Just shoot me!

Arson, murder, suicide and other depressing reactions to the next Great Depression.

Published October 24, 2008 10:07AM (EDT)

Crawling underneath the quilts is looking mighty fine these days, as the days get colder and the economy gets icier. When every other commentator is tossing out Great Depression analogies, it's hardly a surprise that many people are finding their own lives greatly depressing -- and in some cases, taking matters into their own hands.

Earlier this week, Nick Turse collected a cross-country roundup of some of the most grisly personal responses to economic meltdown under the cheerful heading "Main Street's Body Count Rises." Turse cites nearly two dozen cases, starting in February of this year, in which people have reacted to job loss, evictions or foreclosures with violence: Some resisters have, Wild West style, erected barricades and brandished rifles at deputies and SWAT teams; others have gone so far as to kill themselves and sometimes their families.

I've always been particularly fascinated -- and, of course, horrified -- by the twisted "Father (or sometimes Mother) Knows Best" logic of those who decide that their families would be better off dead than left alone without a provider.
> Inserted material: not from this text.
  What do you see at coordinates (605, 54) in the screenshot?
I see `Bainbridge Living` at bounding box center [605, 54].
This category includes a Michigan man who, facing bankruptcy and foreclosure, stabbed his sleeping wife, lit their house on fire, then climbed in bed and stabbed himself; a single mother who killed herself and her two 11-year-old daughters; and Karthick Rajaram, a former executive who reacted to unemployment and stock market losses by killing his wife, three sons, his mother-in-law and himself.

On the other hand, we have what looks to be an extreme version of maternal self-sacrifice (or just plain depression) in Carlene Balderrama, who sent a fax to her mortgage company 90 minutes before her house was scheduled to go to auction saying that, by the time people read it, she would be dead, then shot her three cats and herself. In her suicide note, she told her husband and son to use the insurance money to pay off the mortgage (though payouts for suicides are always iffy). The "happiest" case out of the bunch concerns a 90-year-old woman who shot herself but didn't manage to die; a magnanimous agent at Fannie Mae apparently forgave her debt outright. Not that we're saying a house is worth a nearly fatal gunshot wound.
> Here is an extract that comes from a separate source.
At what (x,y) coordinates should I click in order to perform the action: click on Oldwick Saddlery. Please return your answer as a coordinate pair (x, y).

So is this a statistically significant trend? Are foreclosure suicides the '08 equivalent of those alleged bankers jumping out of windows in 1929? It's hard to say. Trend stories tend to reflect social obsessions; sensational stories about teen pregnancy, sex crimes, child murders and day-care scandals, for example, don't necessarily follow an actual increase in incidents so much as they reflect an increased interest on the part of readers and journalists. In fact, an article in Slate points out that the original Wall Street suicides were based more in myth than fact -- only four suicides between Black Tuesday and the end of 1929 were jumpers who lost money in the crash, only two took place on Wall Street, and fewer suicides took place in the month after the crash than had during the same period the previous year. The suicide rate did go up -- from 14 to 17 suicides per 100,000 people -- during the Great Depression, the Associated Press points out, but because there is typically a two-year lag in suicide statistics, it will be a few years before we know what happened this time around.

But thanks to a study released Tuesday, we do know that the latest suicide statistics show an unusual trend: a sharp spike in suicides among middle-aged white women, a group that usually lags far behind teenagers and elderly white men. Between 1999 and 2005, the suicide rate for women ages 40-64 increased 3.9 percent; poisoning suicides among women went up 57 percent (the rate for middle-aged men also went up 2.7 percent). That period, of course, predates the wider economic meltdown. But it's interesting to imagine what might possess larger numbers of people well past the teen angst years to give up: Are these people lonely? Are they overwhelmed by financial and emotional responsibilities? Do they blame themselves for things not quite turning out the way they'd planned?

I'd like to give the last word to Barbara Ehrenreich, who wrote about foreclosure suicides back in late July, before any of us knew for certain just how bad things would get. Ehrenreich said: "I'm not saying that the creditors, the bankers and the mortgage companies actually want you dead, but in a culture where one's credit rating is routinely held up as a three-digit measure of personal self-worth, the correct response to insoluble debt is, in fact, "Just shoot me!" Pretty grim, Ms. Ehrenreich. But she then went on: "The alternative is to value yourself more than any amount of money and turn the guns, metaphorically speaking, in the other direction."


By Amy Benfer

Amy Benfer is a freelance writer in Brooklyn, N.Y.